After spending the first sixteen years of its existence located in downtown Portland, Cascade Policy Institute has moved not only out of downtown, but several blocks outside the city limits to an office building in Raleigh Hills. The reasons for our move mirror those given by much older establishments.
The Rogoway family recently moved its jewelry store out of downtown after being there for 110 years. David Rogoway, President of La Rog Jewelers said “…we had our fill of vagrants living at our front door and urinating on our show windows, crackheads walking in babbling nonsense and [others] panhandling our clients.”
Schumacher Furs & Outerwear is leaving downtown after 111 years primarily because of weekly anti-fur protests that made the owners, employees and customers feel unsafe.
Cascade’s offices were just a block away from Schumachers’ current location. We could hear the protesters chanting and yelling at the store, and even at people just walking down the street.
Other businesses are leaving downtown because of the city’s and Multnomah County’s unfair business income tax regime.
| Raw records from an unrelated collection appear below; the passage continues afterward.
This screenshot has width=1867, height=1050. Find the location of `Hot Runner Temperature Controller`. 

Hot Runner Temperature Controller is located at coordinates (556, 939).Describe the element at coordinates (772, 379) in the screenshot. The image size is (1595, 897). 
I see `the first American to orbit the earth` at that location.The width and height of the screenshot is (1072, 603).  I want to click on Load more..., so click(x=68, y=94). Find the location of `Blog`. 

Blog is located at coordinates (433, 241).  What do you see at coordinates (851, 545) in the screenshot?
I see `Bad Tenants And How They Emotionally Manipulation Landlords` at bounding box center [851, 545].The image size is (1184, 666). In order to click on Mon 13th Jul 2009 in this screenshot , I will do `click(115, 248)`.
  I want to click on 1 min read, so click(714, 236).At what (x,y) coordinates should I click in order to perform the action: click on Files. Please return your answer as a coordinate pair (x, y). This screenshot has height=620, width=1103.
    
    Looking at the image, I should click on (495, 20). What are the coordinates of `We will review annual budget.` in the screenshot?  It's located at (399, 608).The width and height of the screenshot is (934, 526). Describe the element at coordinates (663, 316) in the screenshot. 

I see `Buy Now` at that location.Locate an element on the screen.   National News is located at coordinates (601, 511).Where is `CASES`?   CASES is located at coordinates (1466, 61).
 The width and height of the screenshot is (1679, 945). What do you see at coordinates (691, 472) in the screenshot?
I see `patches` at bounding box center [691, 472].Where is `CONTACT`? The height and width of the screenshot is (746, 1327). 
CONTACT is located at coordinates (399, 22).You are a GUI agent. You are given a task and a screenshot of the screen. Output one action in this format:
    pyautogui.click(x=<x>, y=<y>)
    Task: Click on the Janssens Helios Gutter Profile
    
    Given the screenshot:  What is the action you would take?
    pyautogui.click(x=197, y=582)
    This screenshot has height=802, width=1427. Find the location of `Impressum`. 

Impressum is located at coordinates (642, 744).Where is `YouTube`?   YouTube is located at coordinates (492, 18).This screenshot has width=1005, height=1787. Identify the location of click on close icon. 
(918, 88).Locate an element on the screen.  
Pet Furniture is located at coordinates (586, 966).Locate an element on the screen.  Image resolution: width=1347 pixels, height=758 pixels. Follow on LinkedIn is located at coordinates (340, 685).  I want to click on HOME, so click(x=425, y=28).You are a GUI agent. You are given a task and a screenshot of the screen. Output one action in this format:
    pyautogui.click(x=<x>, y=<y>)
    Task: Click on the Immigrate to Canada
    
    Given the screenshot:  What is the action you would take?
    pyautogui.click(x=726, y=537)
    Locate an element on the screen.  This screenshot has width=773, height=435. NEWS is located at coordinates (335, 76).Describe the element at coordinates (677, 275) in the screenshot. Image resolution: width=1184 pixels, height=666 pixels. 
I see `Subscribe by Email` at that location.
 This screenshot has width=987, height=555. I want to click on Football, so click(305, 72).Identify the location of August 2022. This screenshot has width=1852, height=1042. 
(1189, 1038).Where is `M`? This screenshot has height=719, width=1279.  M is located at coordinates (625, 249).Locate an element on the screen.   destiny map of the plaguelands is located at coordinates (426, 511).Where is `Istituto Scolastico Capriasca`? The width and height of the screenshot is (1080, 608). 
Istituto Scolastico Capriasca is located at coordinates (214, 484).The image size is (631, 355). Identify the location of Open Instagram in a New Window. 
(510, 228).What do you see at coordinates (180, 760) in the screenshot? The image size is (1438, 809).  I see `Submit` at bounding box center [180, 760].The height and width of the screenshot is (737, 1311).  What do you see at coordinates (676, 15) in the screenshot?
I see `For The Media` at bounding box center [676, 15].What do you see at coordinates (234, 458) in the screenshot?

Essentially, businesses have the burden of paying 3.65 percent more income tax for doing business in Portland than if they moved across county lines or across the river to Vancouver.
As a non-profit, Cascade didn’t have the business tax to contend with, but we will continue to argue that such a tax structure puts Portland at a competitive disadvantage and should be phased out.
We left downtown because we found better office space at lower rates outside the city. Our employees and visitors feel safer not having to walk what could at times feel like a gauntlet of homeless youth, panhandlers and protesters to get to our building.
If Portland wants to encourage a thriving downtown business community, it will have to reevaluate how it protects the rights of everyone, including business owners, employees and customers. It will also have to reduce the tax burden on those who create the jobs city officials say they want.
Cascade Policy Institute remains Oregon’s free market think tank. We will continue to deal with issues throughout the state, including Portland. We will just do our work from outside the state’s largest city from now on.